May 23, 2026
High-protein foods ranked — the complete list with actual numbers
Most protein food lists are either incomplete or focused on supplements. This is the complete ranking with real gram counts per typical serving.
Protein targets are easy to state and surprisingly hard to hit consistently. The problem is usually not knowing the numbers — knowing that chicken "has a lot of protein" is not the same as knowing exactly how much, in what serving size, compared to your alternatives.
This is the complete list, ranked by protein density (grams of protein per 100g of food) with realistic serving sizes.
Animal sources (highest density)
| Food | Protein per 100g | Per typical serving | |---|---|---| | Chicken breast (cooked) | 31g | 93g per 300g breast | | Turkey breast (cooked) | 30g | 75g per 250g serving | | Tuna (tinned in water) | 26g | 21g per 80g tin | | Salmon (cooked) | 25g | 38g per 150g fillet | | Cod/white fish (cooked) | 22g | 33g per 150g fillet | | Prawns (cooked) | 20g | 20g per 100g serving | | Beef mince 5% fat (cooked) | 28g | 42g per 150g serving | | Sirloin steak (cooked) | 26g | 39g per 150g serving | | Pork loin (cooked) | 26g | 39g per 150g serving | | Eggs (whole) | 13g | 6g per large egg | | Egg whites | 11g | 4g per white |
Dairy sources
| Food | Protein per 100g | Per typical serving | |---|---|---| | Cottage cheese (low-fat) | 11g | 17g per 150g | | Greek yogurt (full-fat) | 10g | 20g per 200g | | Quark / Skyr | 11g | 11g per 100g | | Ricotta | 7g | 10.5g per 150g | | Cheddar cheese | 25g | 6g per 25g slice | | Parmesan | 38g | 4g per 10g serving | | Milk (whole) | 3.2g | 8g per 250ml | | Fairlife milk | 5.4g | 13.5g per 250ml | | Whey protein powder | 75–85g | 20–25g per 25g scoop | | Casein protein powder | 80g | 24g per 30g scoop |
Note: dairy protein varies somewhat by brand. Check labels for specific products.
Plant sources (highest protein, most practical)
| Food | Protein per 100g | Per typical serving | |---|---|---| | Seitan (wheat gluten) | 25g | 50g per 200g serving | | Tempeh | 20g | 40g per 200g serving | | Edamame (cooked) | 11g | 16g per 150g serving | | Lentils (cooked) | 9g | 18g per 200g serving | | Chickpeas (cooked) | 8.9g | 17g per 200g serving | | Black beans (cooked) | 8.9g | 17g per 200g serving | | Tofu (firm) | 8g | 16g per 200g serving | | Quinoa (cooked) | 4.4g | 6.6g per 150g | | Peanut butter | 25g | 8g per 30g serving | | Almonds | 21g | 6g per 30g serving |
Plant sources have lower protein bioavailability than animal sources — the protein is less completely absorbed. For people eating primarily plant protein, targets should be set roughly 10–20% higher than animal-protein targets.
The most protein-efficient foods (protein per calorie)
When the goal is maximum protein for minimum calories:
- Egg whites — 4g protein, 17 calories. Best ratio of any whole food.
- Cottage cheese (low-fat) — 11g protein per 100g, 72 calories.
- Tinned tuna (in water) — 26g protein per 100g, 100 calories.
- Cooked chicken breast — 31g protein, 165 calories per 100g.
- Prawns (cooked) — 20g protein, 85 calories per 100g.
- Greek yogurt (low-fat) — 10g protein per 100g, 59 calories.
- Skyr — 11g protein per 100g, 63 calories.
Practical stacking
Hitting 130g of protein per day without shakes is achievable with ordinary food:
- Breakfast: 3 eggs scrambled + 150g Greek yogurt = 39g
- Lunch: 150g chicken breast + 100g cottage cheese side = 64g
- Dinner: 150g salmon + green vegetables = 38g
- Total: 141g
No special foods, no supplements, no complicated meal prep. The challenge is consistency, not access.
For a meal-by-meal nutrition framework aligned to specific health goals — GLP-1 medications, perimenopause, or athletic training — the topic guides on Guide Crafted are built around these numbers.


## What you will do
Every record that follows is to be copied exactly, with the pictures omitted.

Dataset excerpts:
**********
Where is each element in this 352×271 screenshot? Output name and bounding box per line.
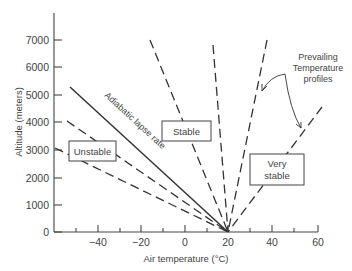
- x-tick-0: 0: [182, 236, 188, 248]
- stable-profile-2: [213, 45, 228, 232]
- y-axis-title: Altitude (meters): [13, 87, 24, 157]
- x-tick-labels: −40 −20 0 20 40 60: [89, 236, 324, 248]
- x-tick-40: 40: [266, 236, 278, 248]
- y-tick-6000: 6000: [26, 61, 50, 73]
- unstable-label-box: Unstable: [69, 141, 116, 161]
- arrow-to-profile-1: [262, 74, 285, 91]
- very-stable-label-line1: Very: [267, 158, 286, 169]
- y-tick-0: 0: [43, 226, 49, 238]
- stable-label-box: Stable: [162, 121, 211, 141]
- prevailing-line1: Prevailing: [298, 52, 338, 62]
- unstable-label: Unstable: [74, 146, 112, 157]
- y-tick-3000: 3000: [26, 144, 50, 156]
- x-axis: [54, 225, 318, 232]
- y-tick-7000: 7000: [26, 34, 50, 46]
- prevailing-annotation: Prevailing Temperature profiles: [262, 52, 343, 128]
- arrow-to-profile-2: [285, 74, 301, 128]
- prevailing-line3: profiles: [303, 74, 333, 84]
- y-tick-1000: 1000: [26, 199, 50, 211]
- very-stable-profile-1: [228, 40, 267, 232]
- x-tick-neg40: −40: [89, 236, 107, 248]
- stable-label: Stable: [173, 126, 200, 137]
- y-axis: [54, 13, 62, 232]
- y-tick-labels: 0 1000 2000 3000 4000 5000 6000 7000: [26, 34, 50, 238]
- x-tick-20: 20: [222, 236, 234, 248]
- lapse-rate-diagram: 0 1000 2000 3000 4000 5000 6000 7000 Alt…: [0, 0, 352, 271]
- y-tick-5000: 5000: [26, 89, 50, 101]
- very-stable-label-line2: stable: [264, 170, 289, 181]
- x-tick-neg20: −20: [132, 236, 150, 248]
- y-tick-4000: 4000: [26, 116, 50, 128]
- y-tick-2000: 2000: [26, 172, 50, 184]
- prevailing-line2: Temperature: [293, 63, 344, 73]
- x-tick-60: 60: [312, 236, 324, 248]
- x-axis-title: Air temperature (°C): [143, 253, 228, 264]
- very-stable-label-box: Very stable: [250, 154, 304, 185]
**********
## Response to the exercise
Where is each element in this 352×271 screenshot? Output name and bounding box per line.
- x-tick-0: 0: [182, 236, 188, 248]
- stable-profile-2: [213, 45, 228, 232]
- y-axis-title: Altitude (meters): [13, 87, 24, 157]
- x-tick-labels: −40 −20 0 20 40 60: [89, 236, 324, 248]
- x-tick-40: 40: [266, 236, 278, 248]
- y-tick-6000: 6000: [26, 61, 50, 73]
- unstable-label-box: Unstable: [69, 141, 116, 161]
- arrow-to-profile-1: [262, 74, 285, 91]
- very-stable-label-line1: Very: [267, 158, 286, 169]
- y-tick-0: 0: [43, 226, 49, 238]
- stable-label-box: Stable: [162, 121, 211, 141]
- prevailing-line1: Prevailing: [298, 52, 338, 62]
- unstable-label: Unstable: [74, 146, 112, 157]
- y-tick-3000: 3000: [26, 144, 50, 156]
- x-axis: [54, 225, 318, 232]
- y-tick-7000: 7000: [26, 34, 50, 46]
- prevailing-annotation: Prevailing Temperature profiles: [262, 52, 343, 128]
- arrow-to-profile-2: [285, 74, 301, 128]
- prevailing-line3: profiles: [303, 74, 333, 84]
- y-tick-1000: 1000: [26, 199, 50, 211]
- very-stable-profile-1: [228, 40, 267, 232]
- x-tick-neg40: −40: [89, 236, 107, 248]
- stable-label: Stable: [173, 126, 200, 137]
- y-axis: [54, 13, 62, 232]
- y-tick-labels: 0 1000 2000 3000 4000 5000 6000 7000: [26, 34, 50, 238]
- x-tick-20: 20: [222, 236, 234, 248]
- lapse-rate-diagram: 0 1000 2000 3000 4000 5000 6000 7000 Alt…: [0, 0, 352, 271]
- y-tick-5000: 5000: [26, 89, 50, 101]
- very-stable-label-line2: stable: [264, 170, 289, 181]
- x-tick-neg20: −20: [132, 236, 150, 248]
- y-tick-4000: 4000: [26, 116, 50, 128]
- y-tick-2000: 2000: [26, 172, 50, 184]
- prevailing-line2: Temperature: [293, 63, 344, 73]
- x-tick-60: 60: [312, 236, 324, 248]
- x-axis-title: Air temperature (°C): [143, 253, 228, 264]
- very-stable-label-box: Very stable: [250, 154, 304, 185]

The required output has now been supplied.